Question-and-Answer Resource for the Building Energy Modeling Community
Get started with the Help page
Ask Your Question

Revision history [back]

click to hide/show revision 1
initial version

Is Appendix G becoming irrelevant?

Dear modeling colleagues, I'm looking down the road a bit and it looks like this: ASHRAE 90.1 is becoming more restrictive and detailed with every new version. It regulates an ever greater number of design aspects. Pretty soon, it seems there will be very little incentive to go beyond the ever-increasing mandatory minimums for the vast majority of projects. As the baseline becomes more restrictive, the room for improvement becomes less or at least the ROI is poor. Does this sound correct? Am I missing something?

On a related note, there appears to be no option for demonstrating compliance without meeting all the mandatory minimums for "U" value, SHGC, EER, etc. ie, a particular building, in its uniqueness, may comply or exceed compliance when using less than the mandatory minimums - but that seems not to be an option. If it was an option, one could creatively attempt to reduce construction cost while maintaining low energy cost. (Am I correct that "mandatory" always is mandatory?)

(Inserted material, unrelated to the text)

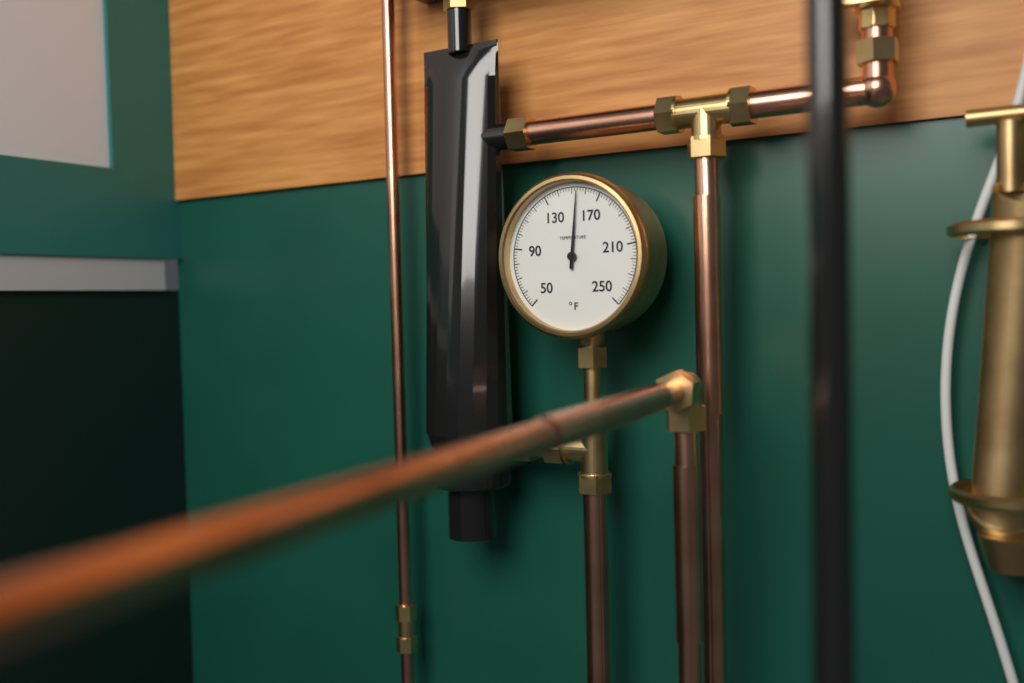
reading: 154 °F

Is Appendix G becoming irrelevant?

Dear modeling colleagues, I'm looking down the road a bit and it looks like this: ASHRAE 90.1 is becoming more restrictive and detailed with every new version. It regulates an ever greater number of design aspects. Pretty soon, it seems there will be very little incentive to go beyond the ever-increasing mandatory minimums for the vast majority of projects. As the baseline becomes more restrictive, the room for improvement becomes less or at least the ROI is poor. Does this sound correct? Am I missing something?

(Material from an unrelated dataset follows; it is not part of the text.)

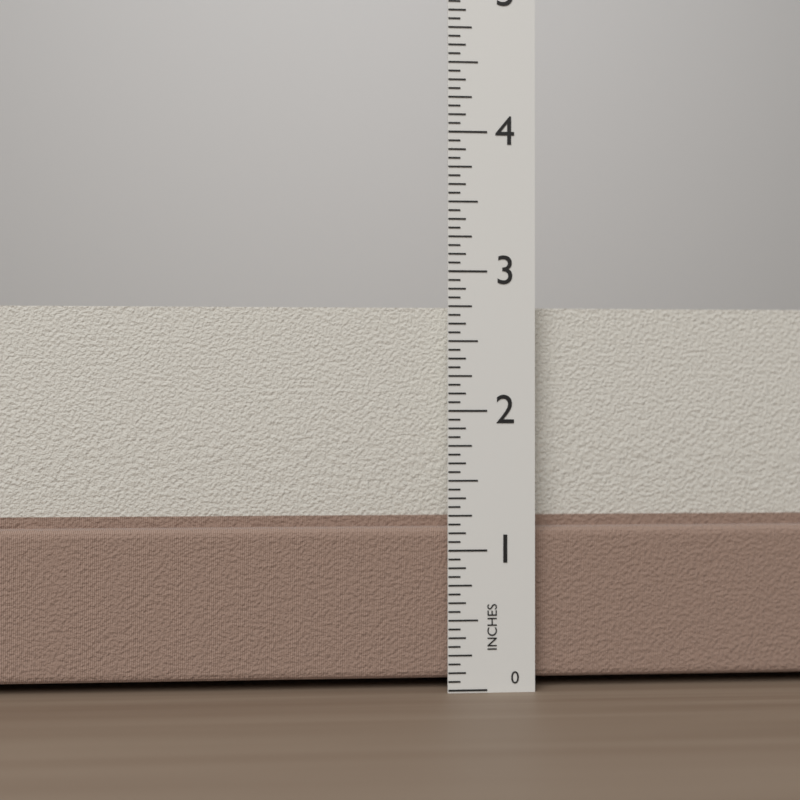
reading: 2.7500 in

On a related note, there appears to be no option for demonstrating compliance without meeting all the mandatory minimums for "U" value, SHGC, EER, etc. ie, a particular building, in its uniqueness, may comply or exceed compliance when using less than the mandatory minimums - but that seems not to be an option. If it was an option, one could creatively attempt to reduce construction cost while maintaining low energy cost. (Am I correct that "mandatory" always is mandatory?)